Sunday, November 12, 2017

I don't know what the future holds...

maybe movie-going as a mass experience will end, sooner rather than later. Maybe the latest releases will simply drop into our smartphones like a gentle rain to beguile us when we are stuck on the Red Line. That having been said, before the hammer falls, if someone wanted to revive the campy humor-driven "Adam West Style" version of Batman, then I say turn the whole thing over to the "Kingsman" creatives, Director Matthew Vaughn & perhaps Channing Tatum as Bruce Wayne. Tatum would be nigh perfect, he has a dry delivery in his performance toolbox, one that is very "Westian" and wears well on the Big Screen. I can already hear him saying "I'll explain all that later Robin!". I have no casting ideas on Robin (suggestions anyone?) but I know I'd pay good money to see Emma Stone play "Batgirl", I see a light of cinema mischief in that actress' eye! James Franco as "Two Face" anyone? Its the part he was born to play!!! or Katherine Heigl as "Poison Ivy"? I could go on...notional casting is a game I like to play.... The main problem with the "Kingsman" franchise is the films go "pear shaped" in the final reel, but a revival of "Batman '66" solves all that, everything ends with a loopy lyrical brawl with multiple jobbers...simple! I wonder who has the remake rights to the original "Batman: The Movie"?? This will never happen, it plays to too small an audience, and we are lucky even to have gotten two final "West and Ward" animated features out of this, the first true Bat Franchise...but its fun to think about all the same.

Saturday, November 11, 2017

Alas,

we read this week of the untimely death of David Pendleton, programmer for the Harvard Film Archive, and if repertory film had a Local Lion, it was ever himself. This is a blow to our Sacred Cause My Friends. Pendleton, had serious film chops, better than my own by any measure, he was a great believer in "The Comprehensive Retrospective" and it is only thanks to him and his willingness to get the content, that I, a mere dabbler Orsonologist could ever see Orson Welles thought-lost "Too Much Johnson Footage" or his infamous television pilot "The Gina Lollobrigida Story". It is thanks only to David Pendleton, thru the auspices of his "John Ford Retrospective" that I finally realized that John Wayne really could act and act well. And in these recent years as I grow older but ever in need of film education, the Harvard Film Archive and it's eclectic summer screenings have become a potent co-competitor with the Drive Ins for my attention & money. In life, Pendleton was a friendly low key man, he had impeccable taste, eminently approachable, not two months ago we briefly commiserated about the challenges of finding good quality subtitled Filipino cinema for revival. Here was a man with big budget and proven track record reviving obscure movies in a classy venue openly communing with the co-curator of an obscure repertory franchise that counts twenty tickets sold as "Success". Sometimes Channel Zero could out program Pendleton, on a one-off basis, but we could never beat him, he was too good at his job. His hard work and depth of knowledge was a solid asset to the HFA, I feel for anyone trying to step into Pendleton's shoes, it'll be a real job to honor the tradition. Film isn't dying, its changing...box office receipts are down for mainstream productions, VOD is pretty much the wave of the future, franchises like Channel Zero have iffy prospects over the intermediate term. Thats what makes David Pendleton's Programming so Important, as darkness falls, he proudly lit things up. Thank you David Pendleton, You Will Be Missed.

Tuesday, November 07, 2017

Run Don't Walk to the Somerville Theatre

there is still time to see "Mansfield 66/67" (2017) Ebersole & Hughes unique essay film/documentary on the decline and fall of Hollywood Blonde Bombshell, Jayne Mansfield, its a one week run that ends Thursday Night...so HURRY!! Long Before the Age of Trump, Instant D-List Celebrity, the Kardashians, Paris Hilton or "reality television", there was Jayne Mansfield, resolutely Hollywood B-List and the world's first true all up "Fame Junkie", a veritable "notorievore"movies, TV, husbands, kids galore, a dalliance with the Church of Satan, she loved attention...craved it, derived sustenance from it....this film doesn't delve into Jayne's "tormented psyche" it merely dances merrily thru her most picturesque neuroses and nigh operatic bids for adulation. Her sudden violent death in a car accident circa 1967 is the final irony, the family buried her in Pennsylvania, the very place Jayne had been physically, mentally & spiritually trying to escape since she was a 13 year old girl. She was in so many ways the "Jayne the Baptist", the Prophetess of the 21st Century, The Matron Saint of Publicity Stunts. For the Love of Ghod Please See This Movie!!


▶ _EXERCISE DIRECTIONS_:
Could you restate the entries below word for word and leave the images out?
<<<<
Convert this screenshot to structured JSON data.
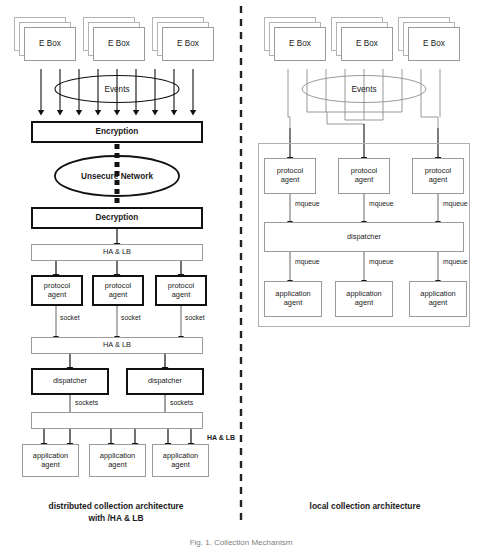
{
  "figure": {
    "divider": "dashed-vertical-divider",
    "caption_bottom": "Fig. 1.  Collection Mechanism"
  },
  "left_panel": {
    "caption": "distributed collection architecture\nwith /HA & LB",
    "ebox_label": "E Box",
    "ebox_count": 3,
    "ebox_stack_depth": 3,
    "events_label": "Events",
    "events_fan_lines": 9,
    "nodes": [
      {
        "id": "encryption",
        "label": "Encryption",
        "style": "thick-bold"
      },
      {
        "id": "unsecure-network",
        "label": "Unsecure Network",
        "style": "ellipse-bold"
      },
      {
        "id": "decryption",
        "label": "Decryption",
        "style": "thick-bold"
      },
      {
        "id": "halb-1",
        "label": "HA & LB",
        "style": "thin"
      },
      {
        "id": "halb-2",
        "label": "HA & LB",
        "style": "thin"
      },
      {
        "id": "halb-3",
        "label": "HA & LB",
        "style": "thin"
      }
    ],
    "protocol_agents": [
      {
        "line1": "protocol",
        "line2": "agent"
      },
      {
        "line1": "protocol",
        "line2": "agent"
      },
      {
        "line1": "protocol",
        "line2": "agent"
      }
    ],
    "dispatchers": [
      {
        "label": "dispatcher"
      },
      {
        "label": "dispatcher"
      }
    ],
    "application_agents": [
      {
        "line1": "application",
        "line2": "agent"
      },
      {
        "line1": "application",
        "line2": "agent"
      },
      {
        "line1": "application",
        "line2": "agent"
      }
    ],
    "edge_labels": {
      "socket": [
        "socket",
        "socket",
        "socket"
      ],
      "sockets": [
        "sockets",
        "sockets"
      ],
      "halb_side": "HA & LB"
    }
  },
  "right_panel": {
    "caption": "local collection architecture",
    "ebox_label": "E Box",
    "ebox_count": 3,
    "ebox_stack_depth": 3,
    "events_label": "Events",
    "events_fan_lines": 9,
    "protocol_agents": [
      {
        "line1": "protocol",
        "line2": "agent"
      },
      {
        "line1": "protocol",
        "line2": "agent"
      },
      {
        "line1": "protocol",
        "line2": "agent"
      }
    ],
    "dispatcher": {
      "label": "dispatcher"
    },
    "application_agents": [
      {
        "line1": "application",
        "line2": "agent"
      },
      {
        "line1": "application",
        "line2": "agent"
      },
      {
        "line1": "application",
        "line2": "agent"
      }
    ],
    "edge_labels": {
      "mqueue_upper": [
        "mqueue",
        "mqueue",
        "mqueue"
      ],
      "mqueue_lower": [
        "mqueue",
        "mqueue",
        "mqueue"
      ]
    }
  },
  "colors": {
    "ink": "#1a1a1a",
    "thin_border": "#9a9a9a",
    "thick_border": "#111111",
    "container_border": "#b0b0b0",
    "caption_grey": "#808080"
  }
}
>>>>
▶ _SOLUTION TO THE PROBLEM_:
Convert this screenshot to structured JSON data.
{
  "figure": {
    "divider": "dashed-vertical-divider",
    "caption_bottom": "Fig. 1.  Collection Mechanism"
  },
  "left_panel": {
    "caption": "distributed collection architecture\nwith /HA & LB",
    "ebox_label": "E Box",
    "ebox_count": 3,
    "ebox_stack_depth": 3,
    "events_label": "Events",
    "events_fan_lines": 9,
    "nodes": [
      {
        "id": "encryption",
        "label": "Encryption",
        "style": "thick-bold"
      },
      {
        "id": "unsecure-network",
        "label": "Unsecure Network",
        "style": "ellipse-bold"
      },
      {
        "id": "decryption",
        "label": "Decryption",
        "style": "thick-bold"
      },
      {
        "id": "halb-1",
        "label": "HA & LB",
        "style": "thin"
      },
      {
        "id": "halb-2",
        "label": "HA & LB",
        "style": "thin"
      },
      {
        "id": "halb-3",
        "label": "HA & LB",
        "style": "thin"
      }
    ],
    "protocol_agents": [
      {
        "line1": "protocol",
        "line2": "agent"
      },
      {
        "line1": "protocol",
        "line2": "agent"
      },
      {
        "line1": "protocol",
        "line2": "agent"
      }
    ],
    "dispatchers": [
      {
        "label": "dispatcher"
      },
      {
        "label": "dispatcher"
      }
    ],
    "application_agents": [
      {
        "line1": "application",
        "line2": "agent"
      },
      {
        "line1": "application",
        "line2": "agent"
      },
      {
        "line1": "application",
        "line2": "agent"
      }
    ],
    "edge_labels": {
      "socket": [
        "socket",
        "socket",
        "socket"
      ],
      "sockets": [
        "sockets",
        "sockets"
      ],
      "halb_side": "HA & LB"
    }
  },
  "right_panel": {
    "caption": "local collection architecture",
    "ebox_label": "E Box",
    "ebox_count": 3,
    "ebox_stack_depth": 3,
    "events_label": "Events",
    "events_fan_lines": 9,
    "protocol_agents": [
      {
        "line1": "protocol",
        "line2": "agent"
      },
      {
        "line1": "protocol",
        "line2": "agent"
      },
      {
        "line1": "protocol",
        "line2": "agent"
      }
    ],
    "dispatcher": {
      "label": "dispatcher"
    },
    "application_agents": [
      {
        "line1": "application",
        "line2": "agent"
      },
      {
        "line1": "application",
        "line2": "agent"
      },
      {
        "line1": "application",
        "line2": "agent"
      }
    ],
    "edge_labels": {
      "mqueue_upper": [
        "mqueue",
        "mqueue",
        "mqueue"
      ],
      "mqueue_lower": [
        "mqueue",
        "mqueue",
        "mqueue"
      ]
    }
  },
  "colors": {
    "ink": "#1a1a1a",
    "thin_border": "#9a9a9a",
    "thick_border": "#111111",
    "container_border": "#b0b0b0",
    "caption_grey": "#808080"
  }
}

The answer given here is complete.